After he tells the joke, Máximo turns away from his friends and reflects on the fragility of life. Juanito represents the Cuban immigrants, like Máximo and the other professionals whom he employs in his restaurant. When they fled Cuba, they lost their professional credentials and identities. The “white poodle” represents European Americans who consider the immigrants as insignificant and beneath them without truly seeing them.

Bananas

In “The Perfect Fruit,” Matilde becomes obsessed with ridding her yard of bananas, staying up all night to bake an array of banana-based desserts to use up every last banana. The bananas are a symbol of overwhelming events outside Matilde’s control—and that she refuses to be defeated by chaos.

When she arrived in America as a young woman, Matilde was a new mother struggling with a new role, new country and language, and, the narrative implies, an unfaithful husband. Cooking for her son Anselmo became her solace and escape. As the story begins, Anselmo has asked to bring his American girlfriend Meegan to his parents’ house so they can announce something (most like their engagement, as the story “The Last Rescue” shows Anselmo and Meegan married).
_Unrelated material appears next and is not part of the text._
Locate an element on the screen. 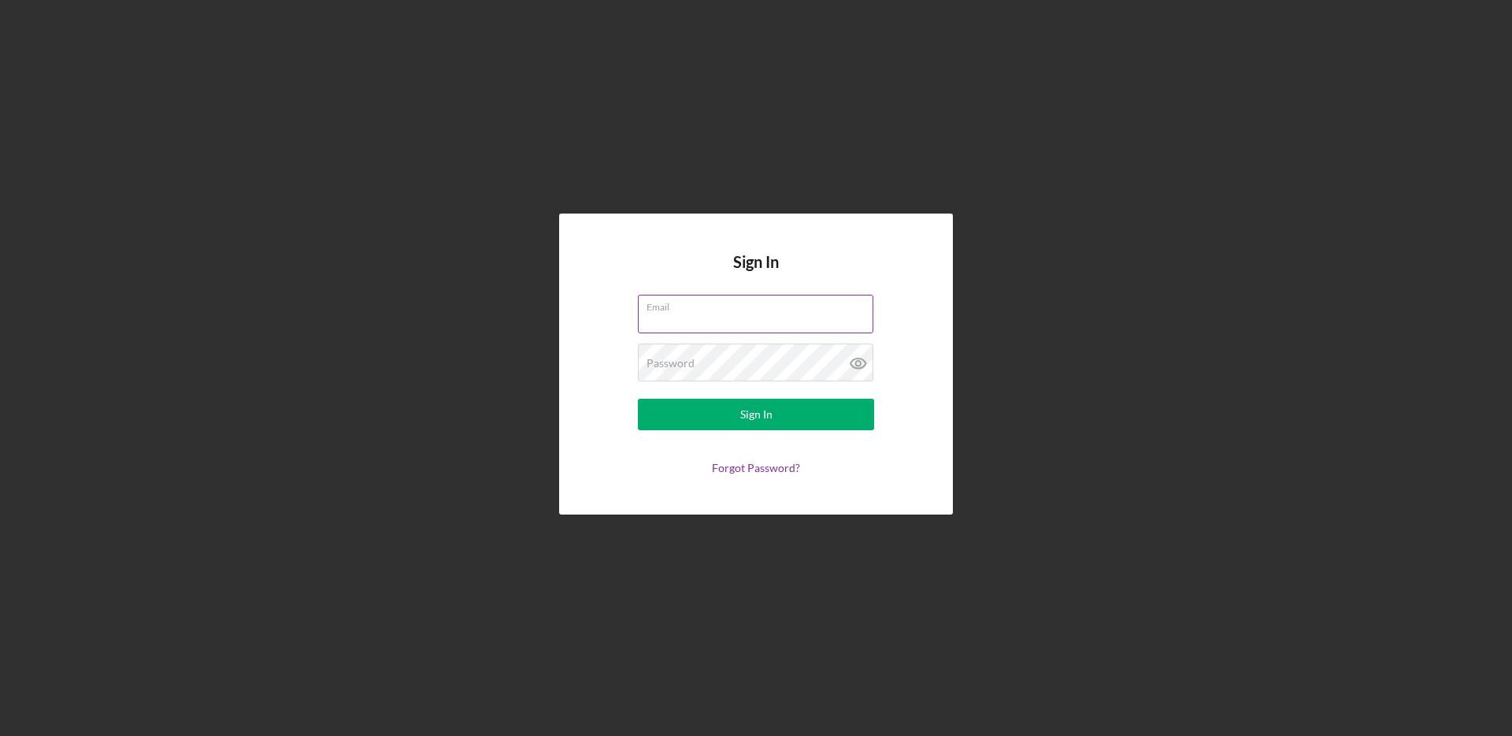  label: Password is located at coordinates (670, 363).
The coming dinner unsettles Matilde, who recognizes that she is gradually losing influence over Anselmo.

The bananas that are taking over the yard add to her anxiety. Her husband Raúl planted banana trees without asking her, an action that represents his lack of regard for her feelings in general (evidenced through his extramarital affairs). The overgrown bananas disrupt Matilde’s peace of mind and amplifying her loss of control. She worries that they will rot on the trees and spoil her yard when she wants to impress Meegan.
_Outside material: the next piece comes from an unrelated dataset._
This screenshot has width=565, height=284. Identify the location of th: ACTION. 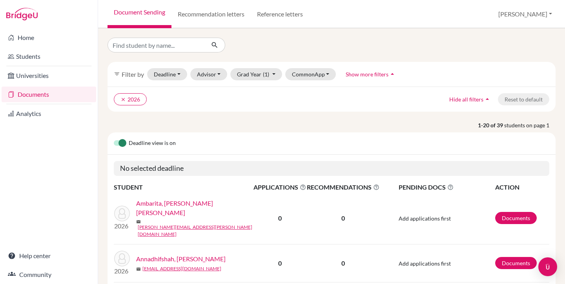
(522, 187).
At the end of the story, she has baked for two days straight, producing every possible variation of banana-based baked good. Hearing Anselmo and Meegan pull into their driveway, Raúl frets about what they will serve for dinner since they only have dessert. Earlier in the story, Matilde felt a thrill of pleasure when she noticed signs that Raúl is aging. Now, she places a pie in front of Raúl telling him, “Please eat […]. I made it just for you” (51). This statement signifies that she has transferred her obsessive control from Anselmo to Raúl. In the larger context, her anxiety and need for control speak to the struggle of characters throughout the collection as they invent and reinvent themselves in relation to a larger event outside of their control: political and economic turmoil in Cuba, from Batista through Castro.

Verisimilitude

Though several of the stories feature magical realist and allegorical elements, Menéndez lends verisimilitude to her stories by incorporating real-life Cuban landmarks, such as Vedado Tennis Club and La Concha beach. Moncada, where Hortencia in “Story of a Parrot” imagines herself singing, was the military barracks where the Cuban revolution is said to have begun with an attack staged and led by Fidel Castro. By incorporating both real places and fantastical elements, Menéndez illuminates the point made by the narrator of “Hurricane Stories,” that something “could be true and never have happened” (33).

Fidel Castro

Castro looms large in the Cuban exiles’ imaginations. The son of a wealthy Spanish farm owner and his second wife, a former household servant, Castro attended Jesuit schools before studying law at the University of Havana, where he became radicalized. At age 27, in 1953, he led the unsuccessful attack on the Moncada Barracks, for which he was imprisoned until 1955. Upon his release, he resumed his political activities, raising money and followers. Support for the dictator Batista eroded due to rampant corruption in his regime, and by 1959, Castro had gained control of the country. He served various leadership roles in the government until 2011 and died in 2016.

As a military and political leader, Castro has inspired both fierce loyalty and love, and deep hatred and resentment. He espoused Cuban nationalism, anti-imperialism, and communist economic policies. Through ambiguous, multi-perspective stories, Menéndez accounts for both visions of Castro, as either savior or architect of destruction.